Data is more than the simple opportunity that everyone now says it represents. Accurate and high quality exploitation of data in the form of better targeted campaigns can certainly deliver more business, improve relationships with customers, and expose fraud. And in time, companies in the Czech Republic and Slovakia will come to understand that data can be a valuable asset that they can cash in on.
Data is also accompanied by a tremendous number of risks and expenses that can drag a company under as well. For instance, regulators are constantly imposing new directives and guidelines on banks, demanding that banks maintain oversight down to the level of individual transactions. Most companies also need to make considerations for personal data protection and factor the potential loss of such data - either as the result of a cyber-attack or social engineering - into these considerations as well. Legislative questions may also arise in connection with the use of the cloud.

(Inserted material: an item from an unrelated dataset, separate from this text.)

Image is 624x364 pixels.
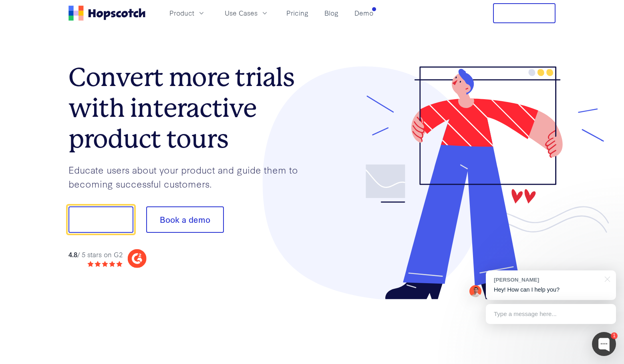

In short, chief data officers have to know how to efficiently store data and ensure that data management and strategy are up to scratch, without excessively burdening a company and adequate benefits not being generated. This means creating guidelines, standards and methods for working with data (including unstructured data, such as the recordings of call centre calls, videos and text documents), mastering the in-and-outs of storing data in the cloud, maximising data quality, taking responsibility for ensuring a company can extract information from such data for decision-making, having a metric for defending the benefits and costs associated with data, and ensuring compliance with the needs of regulators, data security and privacy protection. A CDO must know, in short, how to harmonise data with a company’s strategy and vision. This is no easy task, and a technological background alone is certainly not enough.
In spite of this, a global survey conducted by PwC reports that nearly half of managers responsible for data are also the heads of IT, which indicates that many companies consider these positions to be technological in nature. I'm afraid that when local companies begin to create positions responsible for data in their organisational structures they will follow a similar path: naming a person who is today responsible for the data warehouse or someone from the IT department as their chief data officer.
Such person should certainly have technical skills, but their business skills and strategic thinking are of equal importance. A chief data officer should be somewhere between IT and business - a rare breed indeed, and seldom found not only in our country.